Windows Server 2008, SQL Server 2008 Disaster Recovery Notes with SharePoint Products and Technolgies

Windows Server 2008, SQL Server 2008 Disaster Recovery Notes with SharePoint Products and Technolgies

Windows Server 2008, SQL Server 2008 Disaster Recovery Notes with SharePoint Products and Technolgies

  Capacity Planning Windows Server 2008

In recent months there has been a great deal of discussion and debate on disaster recovery and high availability with Microsoft SharePoint Products and Technologies and with the recent releases of both Microsoft SQL Server 2008 and Windows Server 2008 there are open opportunities to leverage components available natively to these technologies and compliment a SharePoint Products and Technologies disaster recovery design.

One of the most significant challenges has been overcoming latency penalties applied through distance between the active and passive datacenters, particularly with Microsoft SQL Server Log Shipping since we’re dealing with SMB and a synchronous process.  This is where both SQL Server 2008 and Windows Server 2008 come in…

SQL Server 2008 introduces backup compression which can be further integrated in the Microsoft SQL Server Log Shipping configuration (see also http://msdn.microsoft.com/en-us/library/ms188168.aspx).  By compression the Transaction Log backups and scheduling an aggressive backup schedule in the configuration and administrator can apply a general level of predictability surrounding the size and number of Transaction Log backups and make more efficient use of bandwidth where working with limited throughput and maintaining synchronicity is a concern.

To compliment a Microsoft SQL Server Log Shipping configuration, an administrator can leverage the improvements made to Distributed File System in Windows Server 2008 to optimize WAN performance when copying Transaction Log backups to a remote Secondary server instance.  Windows Server 2008 DFSR improvements include:

  • RPC Asynchronous Pipe vs.

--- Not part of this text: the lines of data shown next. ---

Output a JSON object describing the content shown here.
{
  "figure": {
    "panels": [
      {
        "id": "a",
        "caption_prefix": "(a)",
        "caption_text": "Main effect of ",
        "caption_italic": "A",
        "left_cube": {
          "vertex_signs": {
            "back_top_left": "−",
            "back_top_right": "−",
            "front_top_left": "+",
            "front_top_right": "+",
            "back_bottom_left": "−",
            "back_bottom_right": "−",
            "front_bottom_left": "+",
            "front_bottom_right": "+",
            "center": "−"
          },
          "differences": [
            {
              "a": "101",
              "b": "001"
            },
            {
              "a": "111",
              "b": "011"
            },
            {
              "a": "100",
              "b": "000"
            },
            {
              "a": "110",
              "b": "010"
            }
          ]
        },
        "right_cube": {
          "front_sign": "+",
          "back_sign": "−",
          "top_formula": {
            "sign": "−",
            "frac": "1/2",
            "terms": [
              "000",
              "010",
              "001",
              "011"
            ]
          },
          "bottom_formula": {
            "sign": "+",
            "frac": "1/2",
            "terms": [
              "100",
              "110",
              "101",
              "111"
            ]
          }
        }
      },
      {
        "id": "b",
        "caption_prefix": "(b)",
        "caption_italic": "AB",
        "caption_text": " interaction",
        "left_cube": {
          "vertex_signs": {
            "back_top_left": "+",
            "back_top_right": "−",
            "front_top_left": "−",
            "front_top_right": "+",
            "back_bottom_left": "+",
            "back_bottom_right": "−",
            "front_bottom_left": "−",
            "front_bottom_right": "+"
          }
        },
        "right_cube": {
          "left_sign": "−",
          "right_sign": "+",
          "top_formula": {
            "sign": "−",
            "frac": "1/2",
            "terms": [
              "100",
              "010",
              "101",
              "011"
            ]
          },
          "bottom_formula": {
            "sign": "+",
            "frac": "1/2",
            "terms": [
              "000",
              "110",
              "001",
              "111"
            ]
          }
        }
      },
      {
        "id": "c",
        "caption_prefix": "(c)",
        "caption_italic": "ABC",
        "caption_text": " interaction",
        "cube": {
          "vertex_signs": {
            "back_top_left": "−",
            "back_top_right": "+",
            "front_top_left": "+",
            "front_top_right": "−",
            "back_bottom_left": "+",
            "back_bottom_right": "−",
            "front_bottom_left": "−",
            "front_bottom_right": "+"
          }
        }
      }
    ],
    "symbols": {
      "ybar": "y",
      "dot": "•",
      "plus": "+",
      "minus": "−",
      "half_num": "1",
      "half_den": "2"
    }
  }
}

Multiple RPC Calls in Windows Server 2003 R2
  • Asynchronous I/Os vs. Synchronous I/Os in Windows Server 2003 R2
  • Unbuffered I/Os vs. Buffered I/Os in Windows Server 2003 R2
  • Low Priority I/Os vs. Normal Priority I/Os in Windows Serve 2003 R2
  • 16 Concurrent File Downloads vs. 4 Concurrent File Downloads in Windows Server 2003 R2

In this scenario, Windows Server 2008 DFSR would be configured with the Microsoft SQL Server 2008 backup and load shares as members of a replication group actively replicating Transaction Log backups generated in through the Microsoft SQL Server 2008 Log Shipping configuration.  The Microsoft SQL Server Log Shipping Copy job would be disabled permitting DFSR to perform replication between the shares.

So what about my Domain Controllers?

Windows Server 2008 introduces support for Read-Only Domain Controllers and additionally Windows Server 2008 DFSR improvements can be realized providing AD DS schema version 31.